_GIVEN ENTRIES_

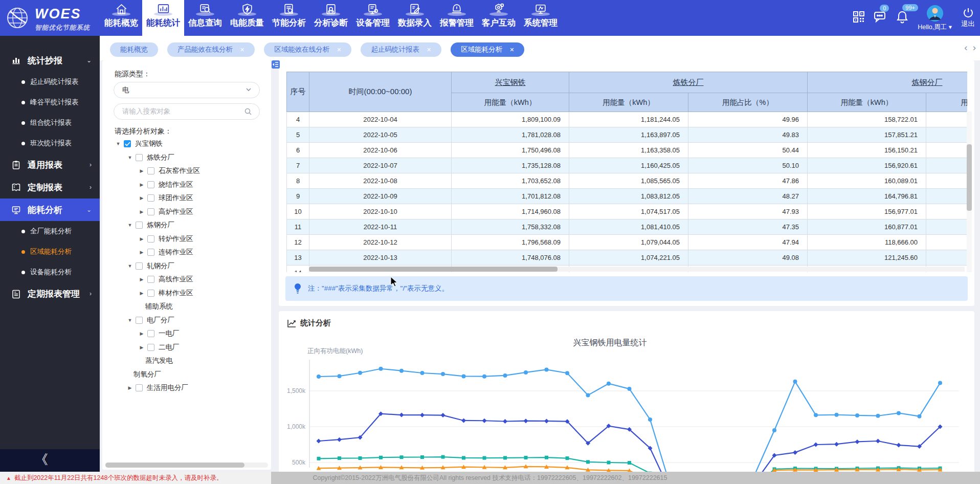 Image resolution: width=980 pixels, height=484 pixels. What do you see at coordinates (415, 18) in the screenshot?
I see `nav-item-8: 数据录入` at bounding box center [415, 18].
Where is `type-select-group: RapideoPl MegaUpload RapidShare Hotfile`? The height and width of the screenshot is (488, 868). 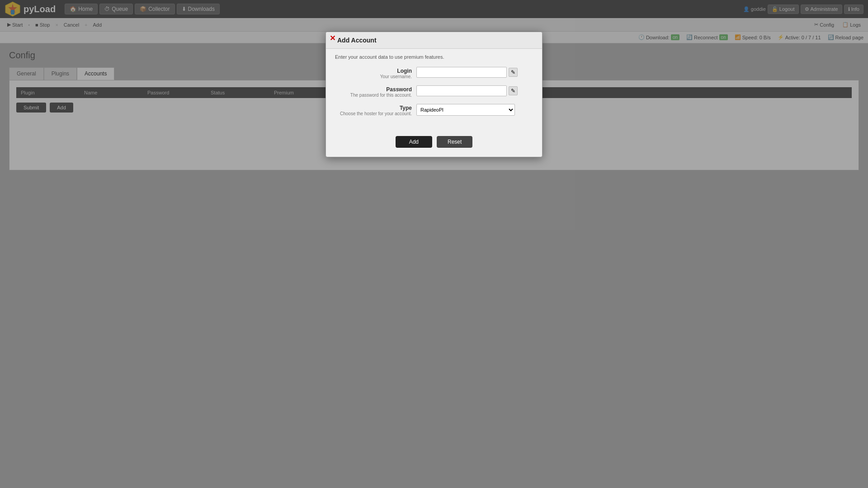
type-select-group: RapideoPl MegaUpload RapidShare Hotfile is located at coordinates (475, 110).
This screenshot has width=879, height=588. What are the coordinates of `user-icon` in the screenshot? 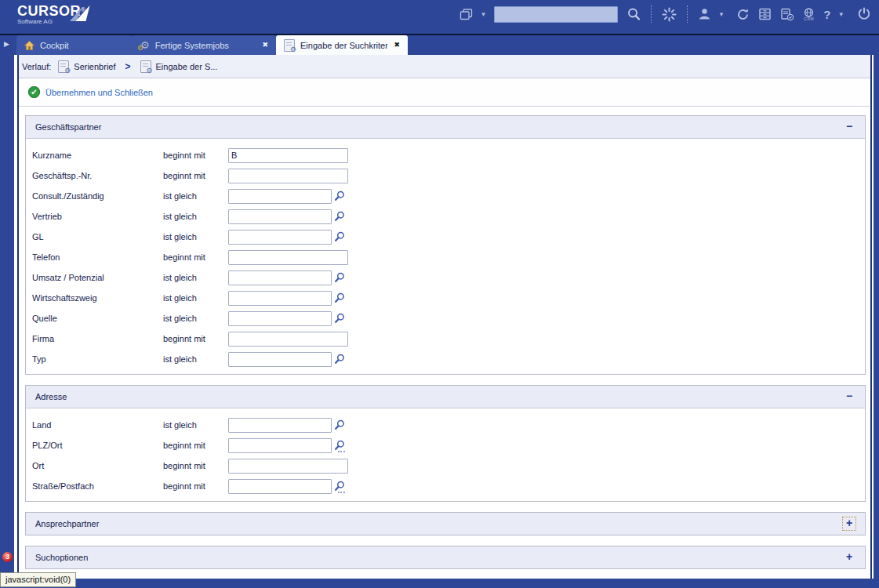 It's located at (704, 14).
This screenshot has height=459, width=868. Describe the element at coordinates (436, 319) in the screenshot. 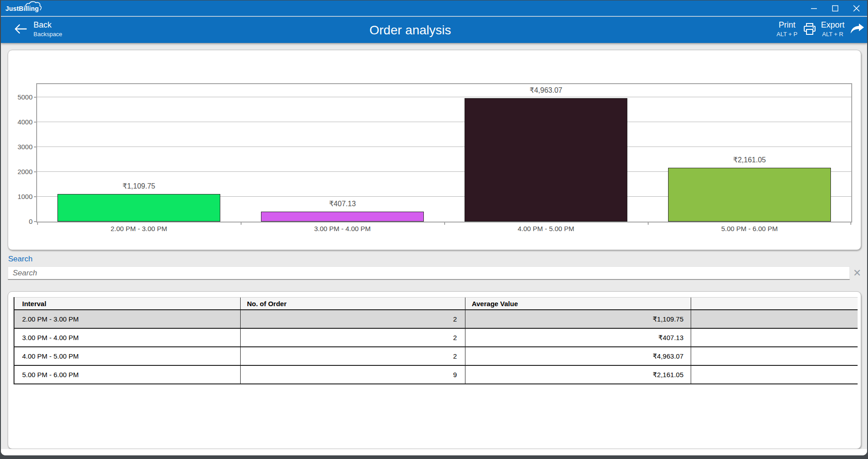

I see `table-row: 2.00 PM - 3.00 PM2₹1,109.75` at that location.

_WORK TO COMPLETE_
Give again exactly the lines from the one that contains "This screenshot has height=459, width=868." through the end of the material, both ends included, omitting the pictures.

_COMPLETED EXERCISE_
This screenshot has height=459, width=868. Describe the element at coordinates (436, 319) in the screenshot. 

I see `table-row: 2.00 PM - 3.00 PM2₹1,109.75` at that location.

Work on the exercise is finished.